Public procurement and innovation
Ensuring more flexible and reactive public procurement
Competitive bidding, as it is applied in public procurement processes, is intended to ensure the best possible use of public monies; in practice it leads to a system that creates an incentive for the greatest possible conservatism and puts a very strong brake on the penetration of innovation. This would not be a problem in a stable world of opulence, but it becomes a major drawback in a world of constraints and uncertainty. Decarbonising the European economy will call for imagination and flexibility, even as public finances are drying up, meaning that procurement can no longer be managed as in the past, when a useless product or service was ordered and then riders appended to the contract to cover what was actually needed.
The Shift Project will therefore look at ways to foster a better balance between the strict rules that must prevail in calls for tender, and the temporal and financial constraints that we face to achieve our objective of an economy that is not dependent on fossil fuels. The cursor must be shifted to allow for greater reactivity and innovation, and this must be transposed into appropriate contractual practices.
PROJECT STAGES
A working group and a steering committee gathering multiple and diverse actors (construction, water and energy companies, public planners, and local authorities) will be formed in September 2014.
An interim report is expected by the end of 2014 and a final report by mid-2015.
CONTACT
Pierre Lachaize, Project Manager
Pierre Lachaize is an engineer from Ecole polytechnique. His experience includes 25 years of consulting at Bossard and CapGemini.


Exclude the pictures, then repeat exactly each line from the one containing "locate 'man' on screen." to the final line of the records that follow.

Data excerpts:
* * * * *

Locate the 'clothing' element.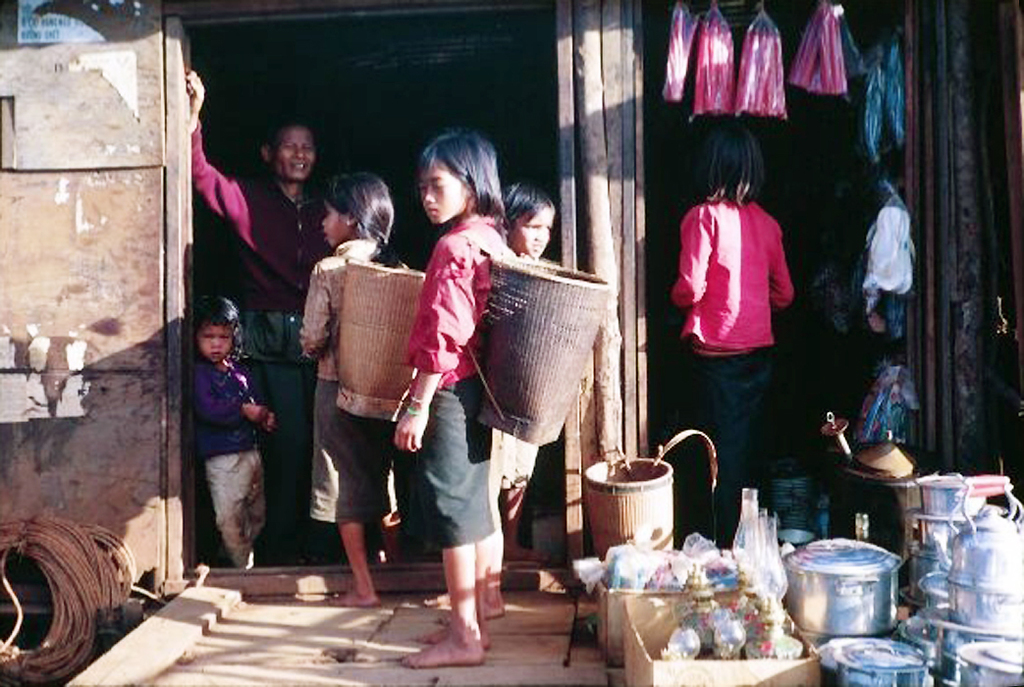
Element bbox: locate(413, 213, 514, 551).
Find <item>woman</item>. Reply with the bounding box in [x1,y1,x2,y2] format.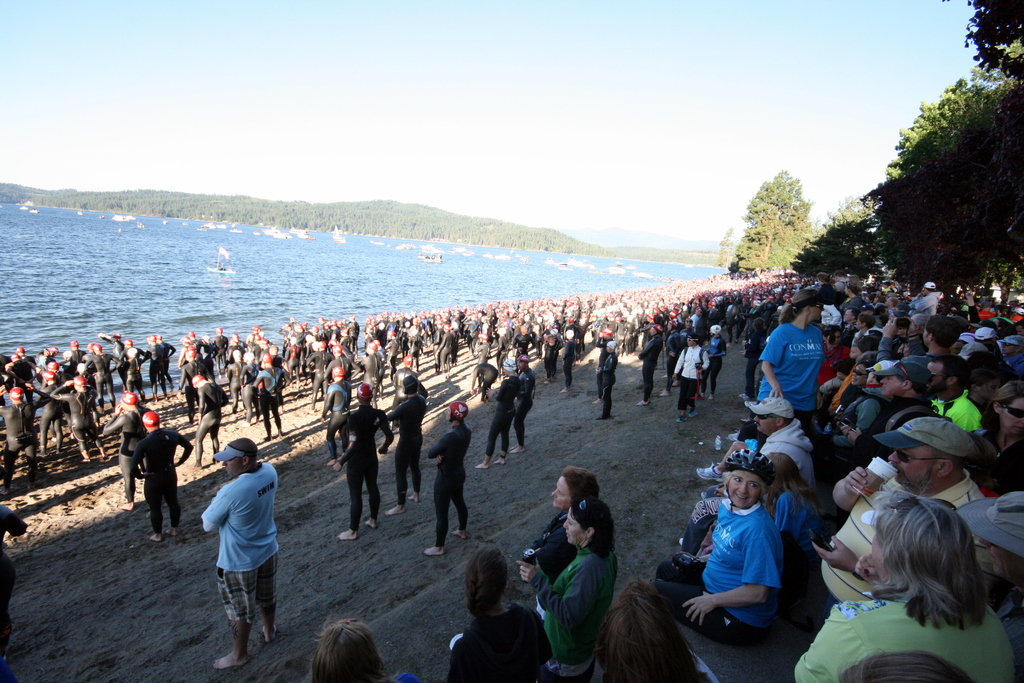
[314,620,431,682].
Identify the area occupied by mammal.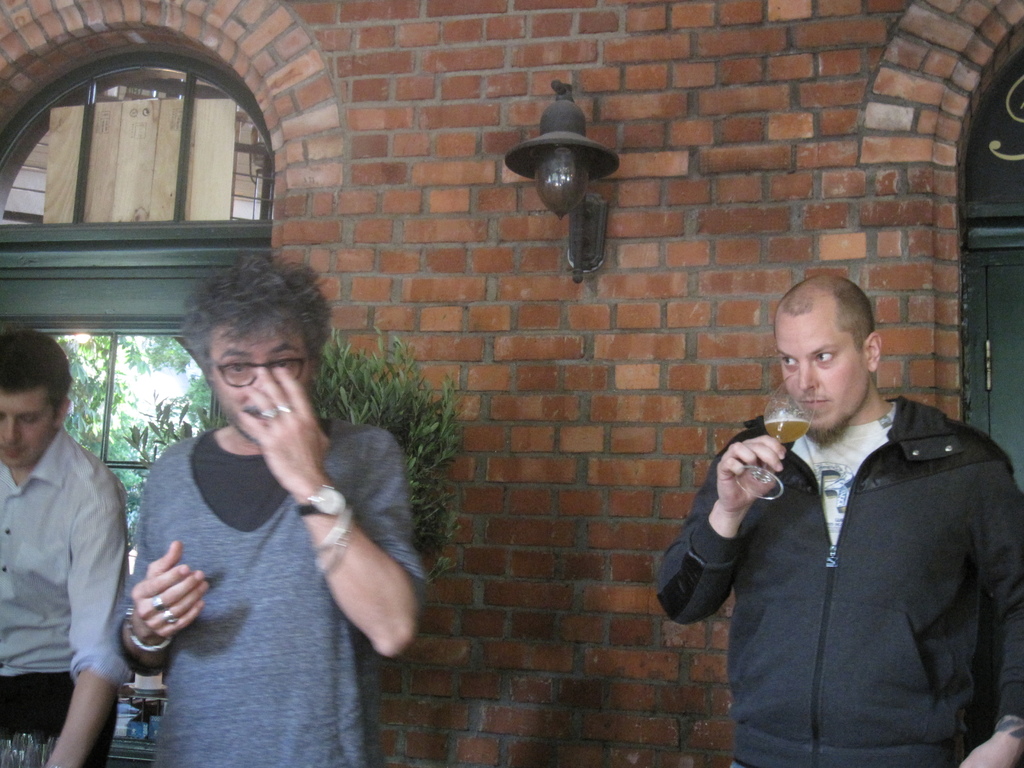
Area: BBox(653, 268, 1023, 767).
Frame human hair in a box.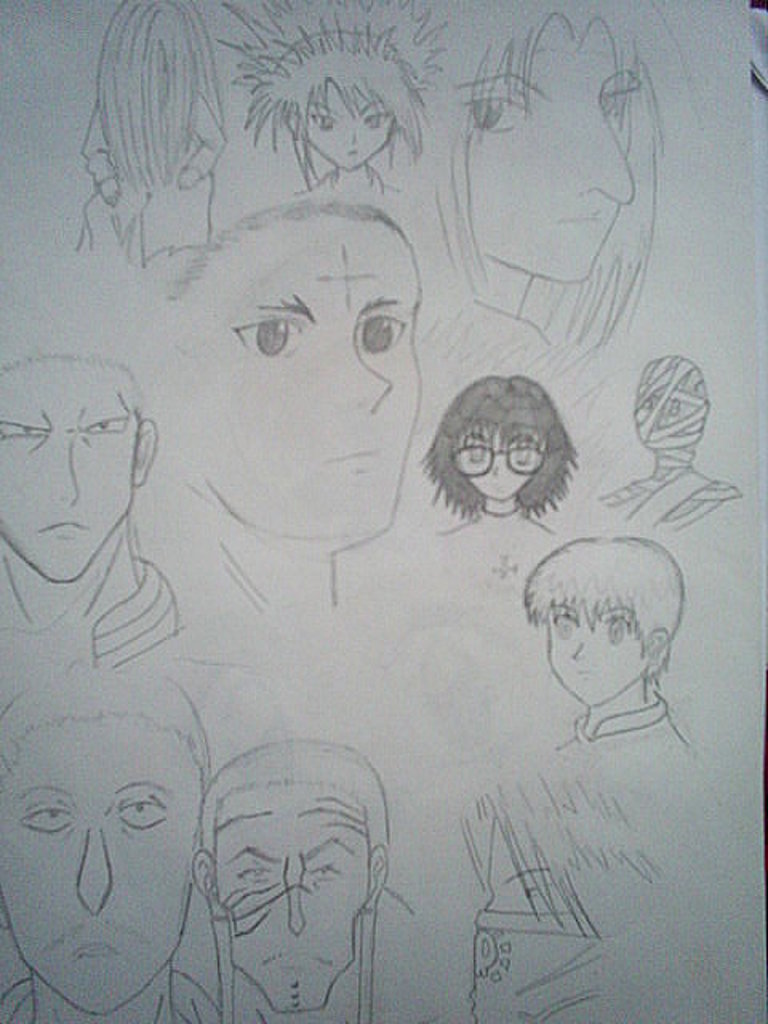
(0, 656, 213, 802).
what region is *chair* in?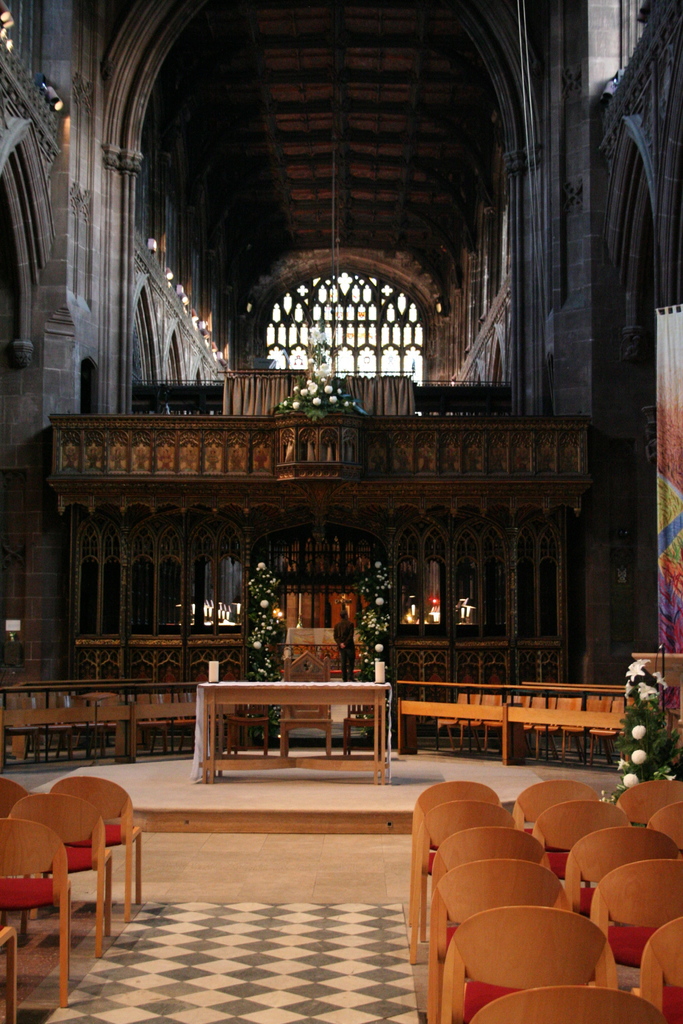
628 914 682 1023.
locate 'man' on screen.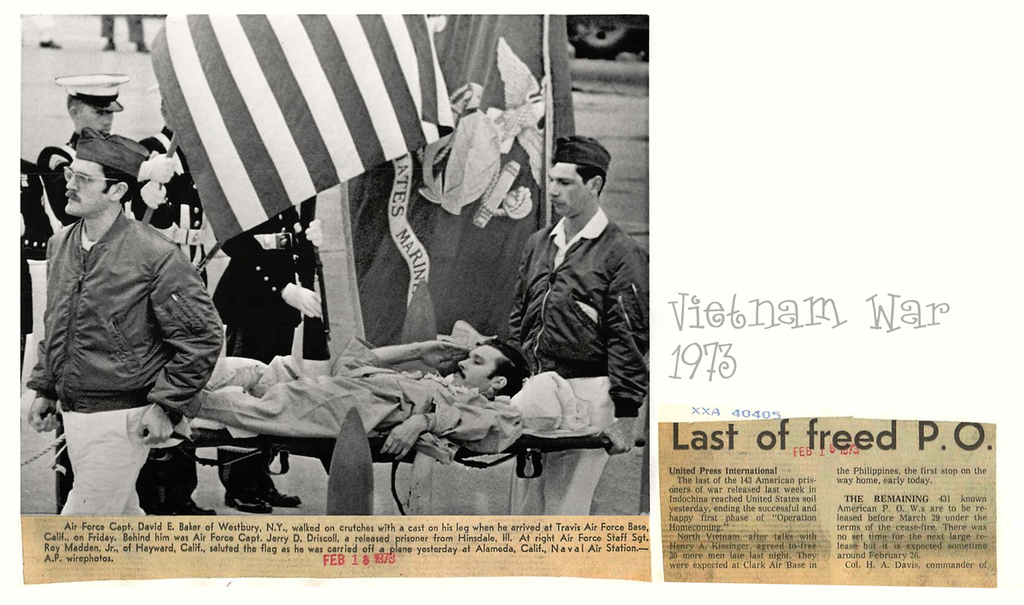
On screen at bbox=(133, 106, 208, 515).
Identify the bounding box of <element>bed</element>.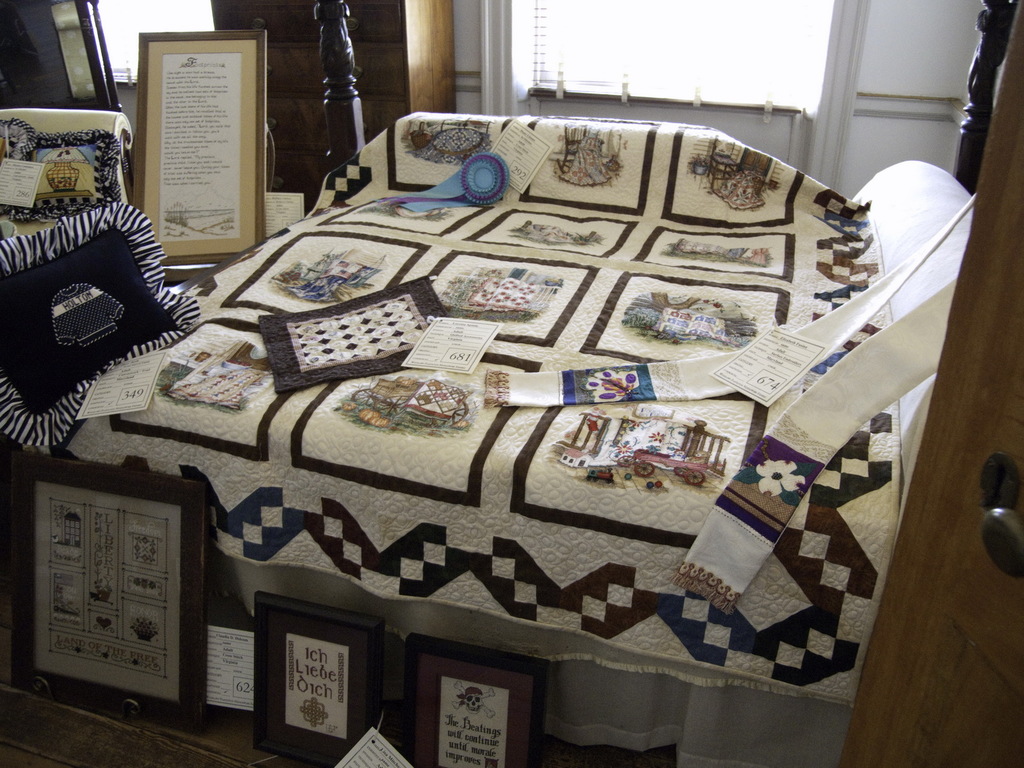
{"x1": 0, "y1": 0, "x2": 1023, "y2": 767}.
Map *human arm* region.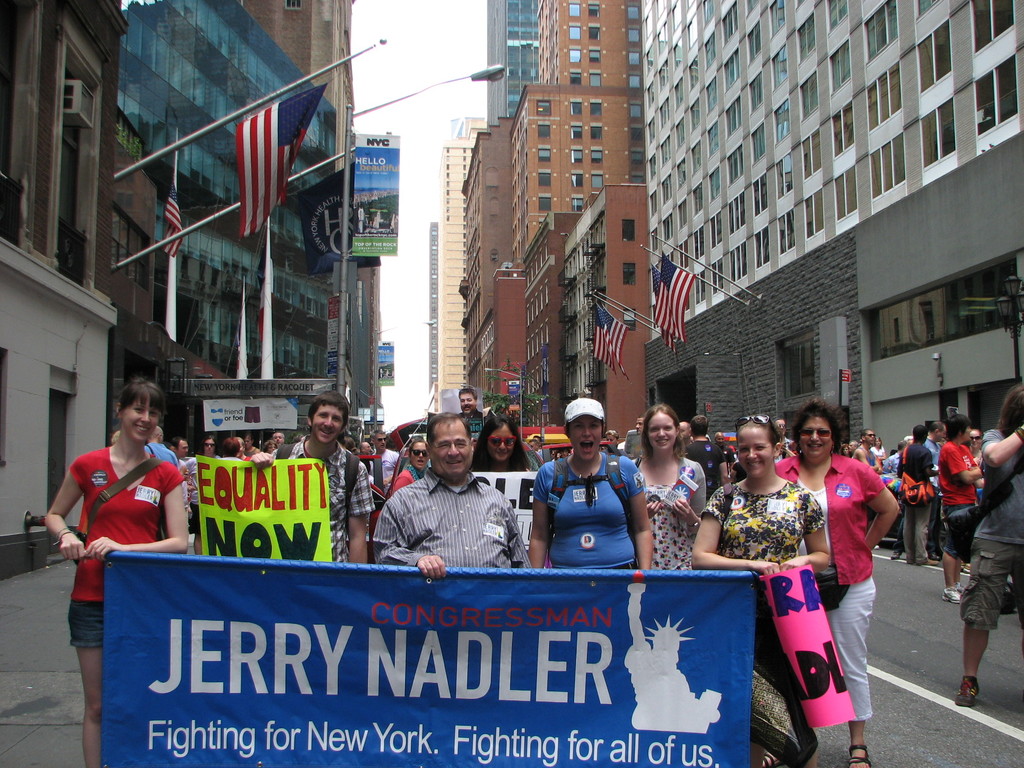
Mapped to <bbox>980, 426, 1023, 468</bbox>.
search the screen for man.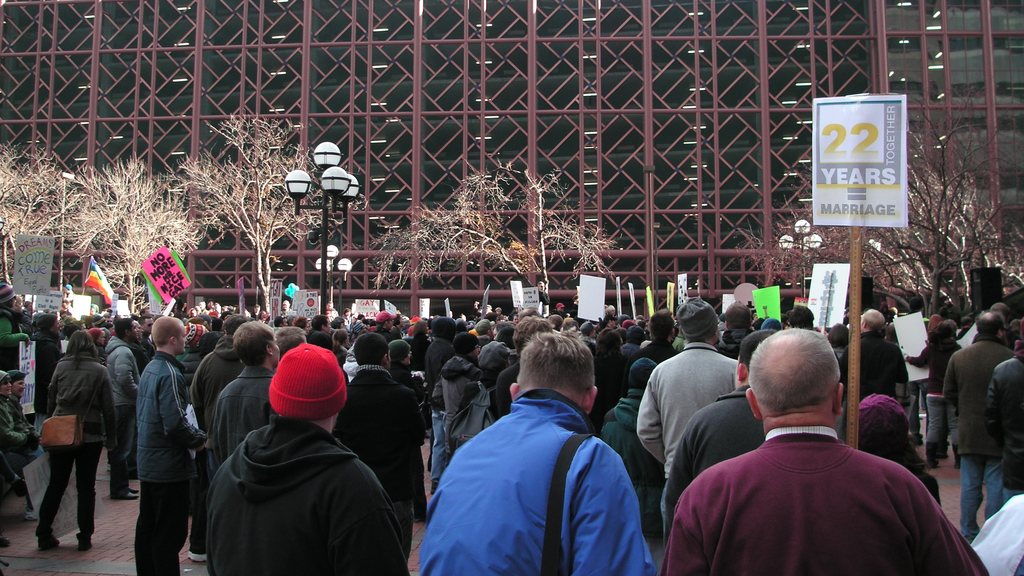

* * * * *

OUTPUT FOR THIS EXERCISE:
locate 'man' on screen.
On screen at bbox=(133, 106, 208, 515).
Identify the bounding box of <element>bed</element>.
{"x1": 0, "y1": 0, "x2": 1023, "y2": 767}.
Map *human arm* region.
Mapped to <bbox>980, 426, 1023, 468</bbox>.
search the screen for man.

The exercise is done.